• About this exercise
With pictures left out, output exactly the lines of the listing below from the line that has "Locate an element on the screen. Image" to the line that has "Image resolution: width=555", both lines kept.

• Input data
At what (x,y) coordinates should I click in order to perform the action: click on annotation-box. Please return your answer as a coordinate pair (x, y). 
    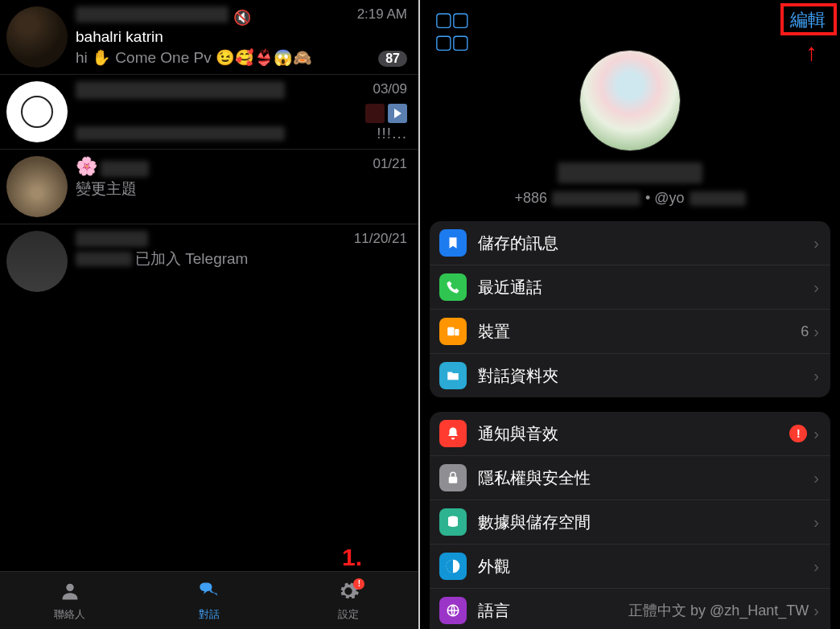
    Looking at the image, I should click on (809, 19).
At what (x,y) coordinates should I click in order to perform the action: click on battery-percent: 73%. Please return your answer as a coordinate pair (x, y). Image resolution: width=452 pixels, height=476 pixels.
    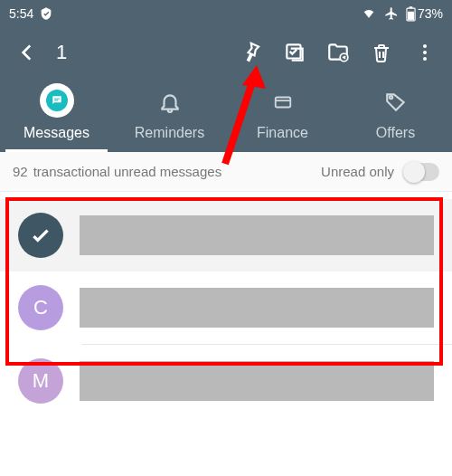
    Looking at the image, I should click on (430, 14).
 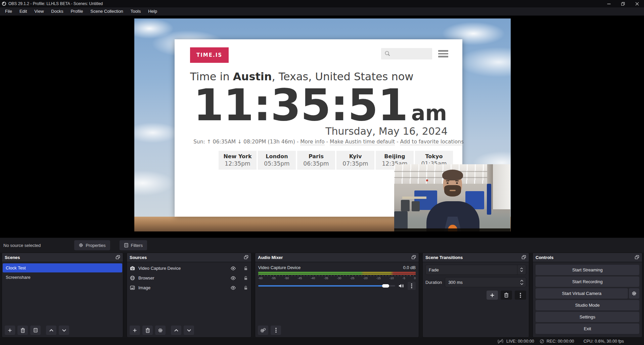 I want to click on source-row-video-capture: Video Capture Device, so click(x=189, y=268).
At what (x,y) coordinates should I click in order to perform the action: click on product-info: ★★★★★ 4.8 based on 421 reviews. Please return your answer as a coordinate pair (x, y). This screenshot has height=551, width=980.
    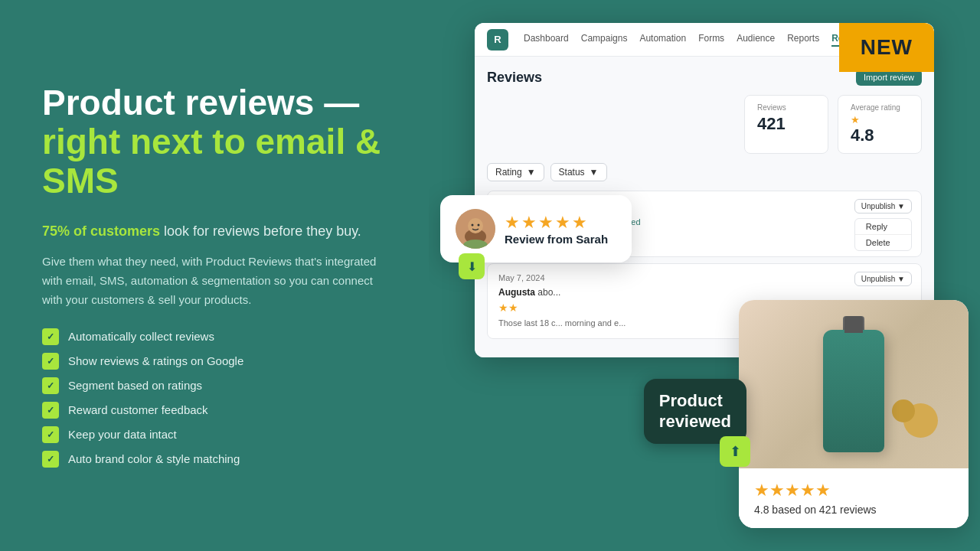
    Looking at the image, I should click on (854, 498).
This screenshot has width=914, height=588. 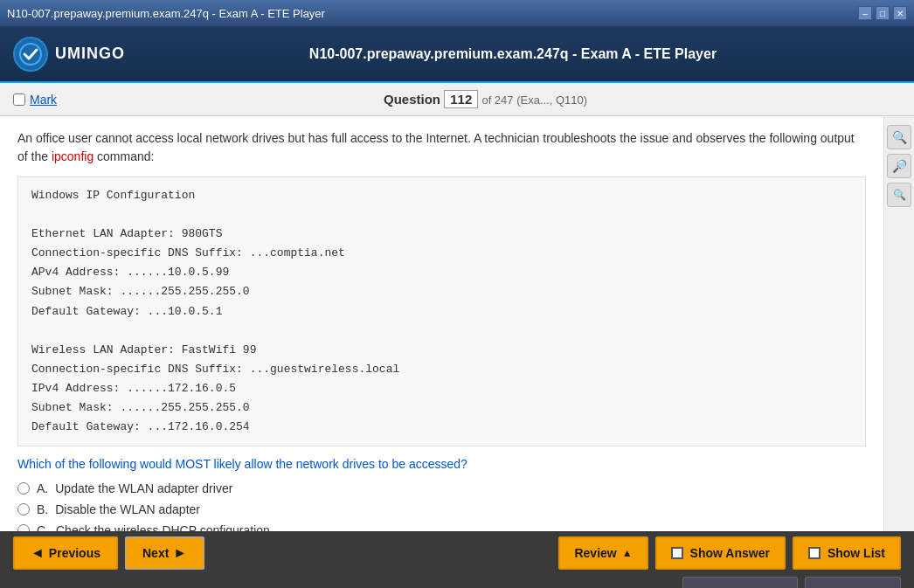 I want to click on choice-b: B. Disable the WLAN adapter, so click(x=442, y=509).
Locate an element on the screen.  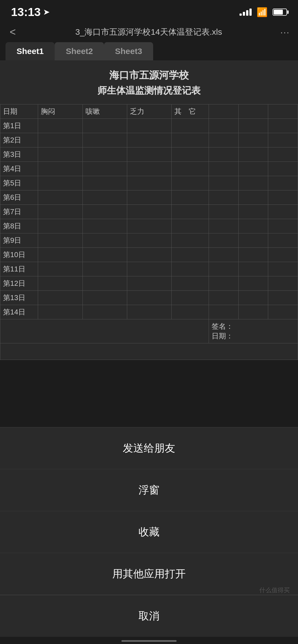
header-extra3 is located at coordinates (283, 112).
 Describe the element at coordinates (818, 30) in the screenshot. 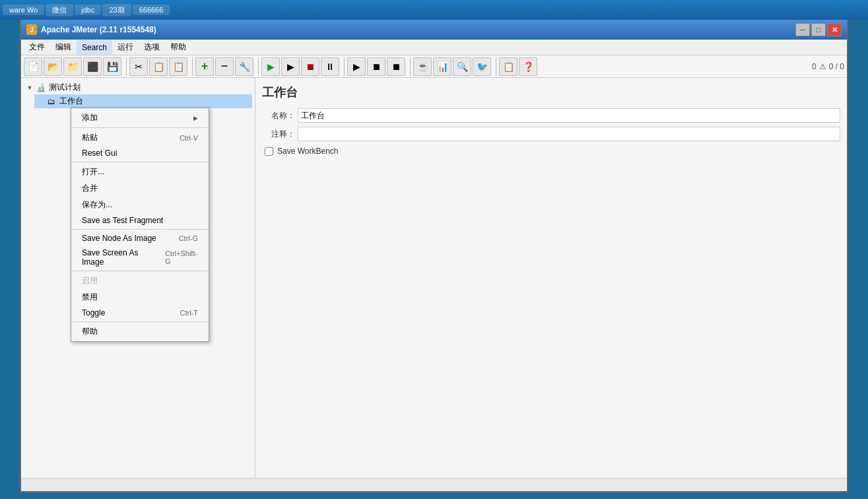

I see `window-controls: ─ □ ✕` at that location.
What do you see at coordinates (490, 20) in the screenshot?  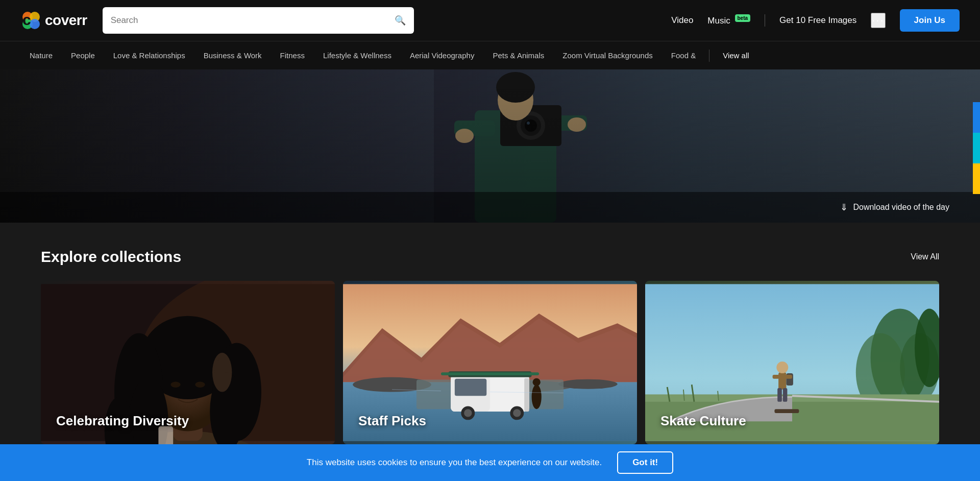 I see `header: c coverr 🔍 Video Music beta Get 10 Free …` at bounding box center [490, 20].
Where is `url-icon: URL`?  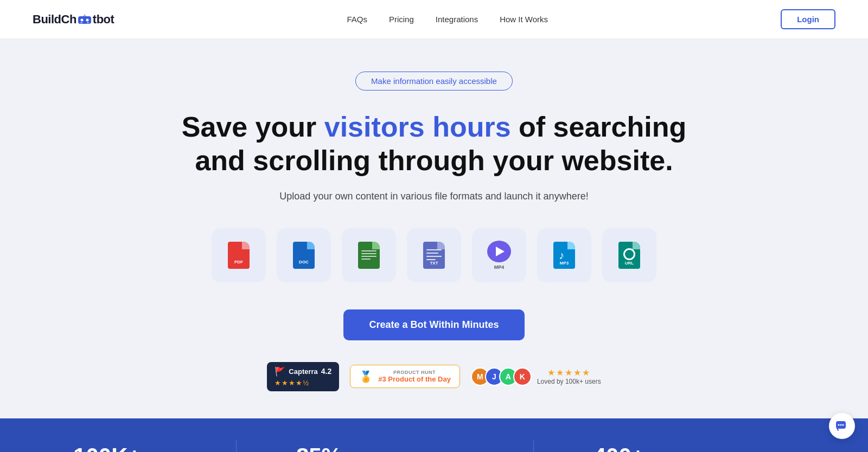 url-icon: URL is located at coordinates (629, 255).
...
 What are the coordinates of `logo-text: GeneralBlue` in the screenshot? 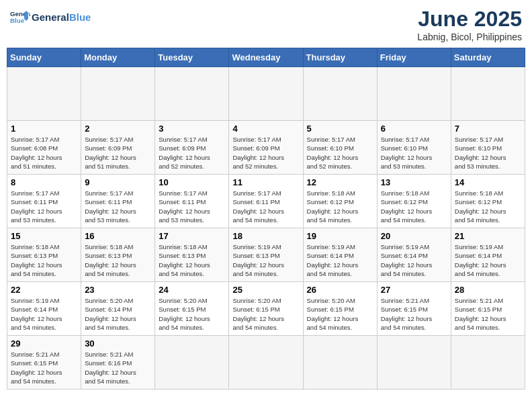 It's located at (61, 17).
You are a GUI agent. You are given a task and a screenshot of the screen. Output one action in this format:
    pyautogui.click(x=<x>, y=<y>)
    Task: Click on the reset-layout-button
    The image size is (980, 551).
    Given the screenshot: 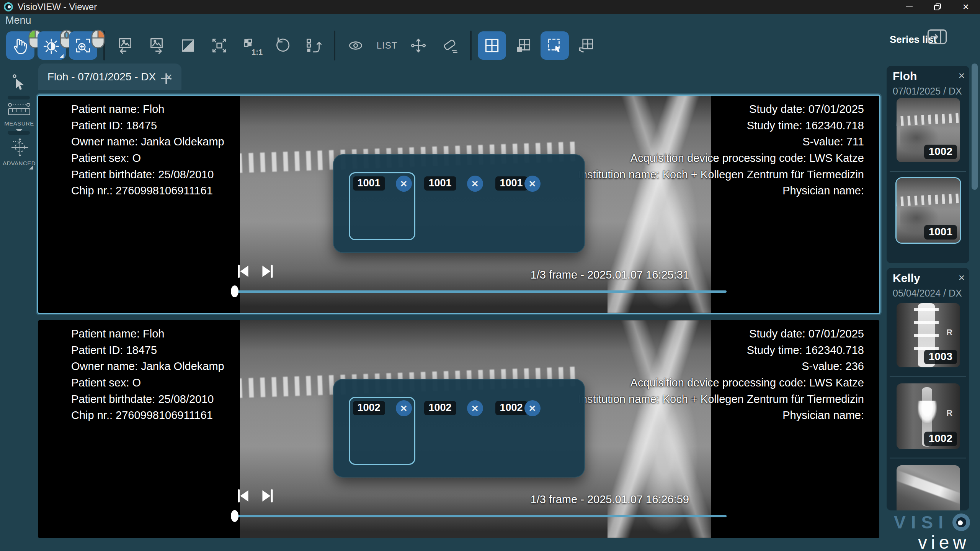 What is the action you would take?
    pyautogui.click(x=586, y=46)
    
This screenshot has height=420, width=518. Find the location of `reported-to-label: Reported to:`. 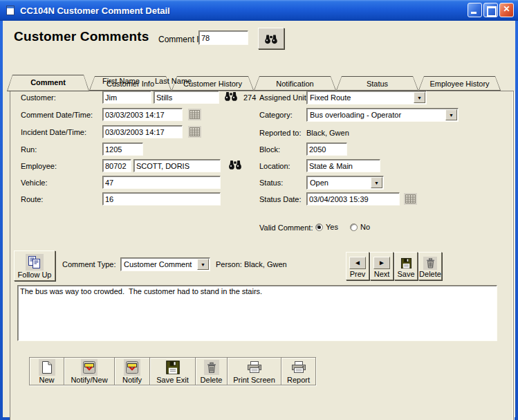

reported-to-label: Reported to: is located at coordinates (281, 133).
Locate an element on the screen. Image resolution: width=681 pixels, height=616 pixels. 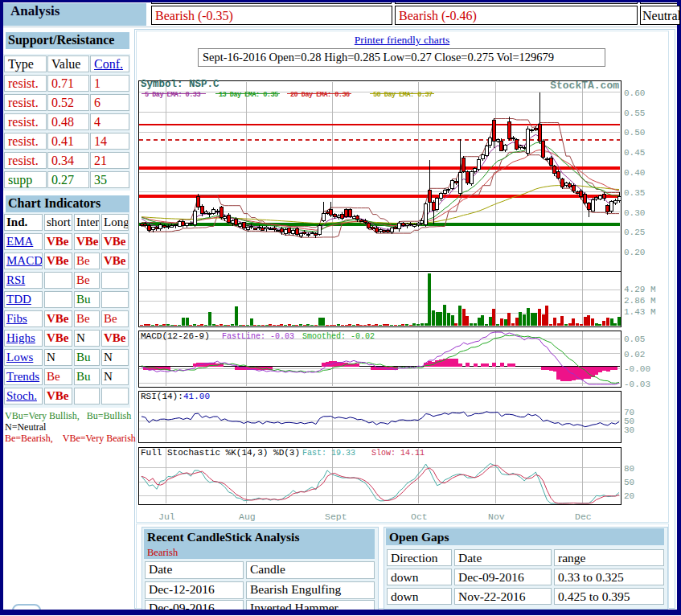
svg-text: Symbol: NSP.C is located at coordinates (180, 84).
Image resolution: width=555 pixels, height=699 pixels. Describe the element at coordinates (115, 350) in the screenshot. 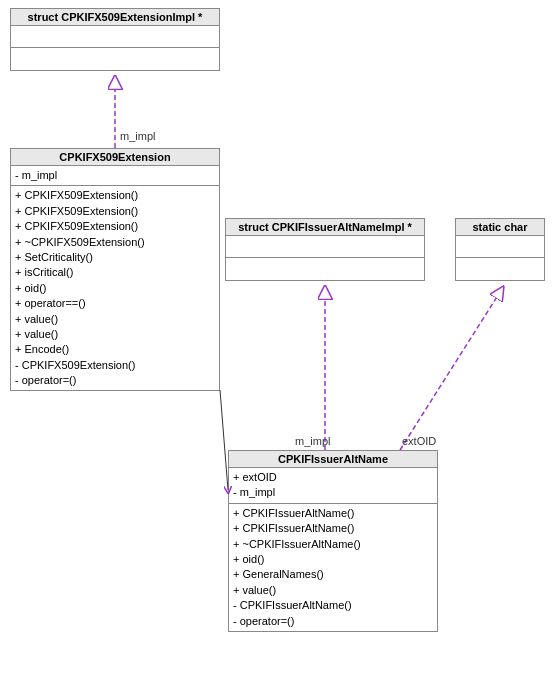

• Result of the task
Locate an element on the screen. Image resolution: width=681 pixels, height=616 pixels. 
svg-text: Symbol: NSP.C is located at coordinates (180, 84).
Image resolution: width=555 pixels, height=699 pixels. Describe the element at coordinates (115, 350) in the screenshot. 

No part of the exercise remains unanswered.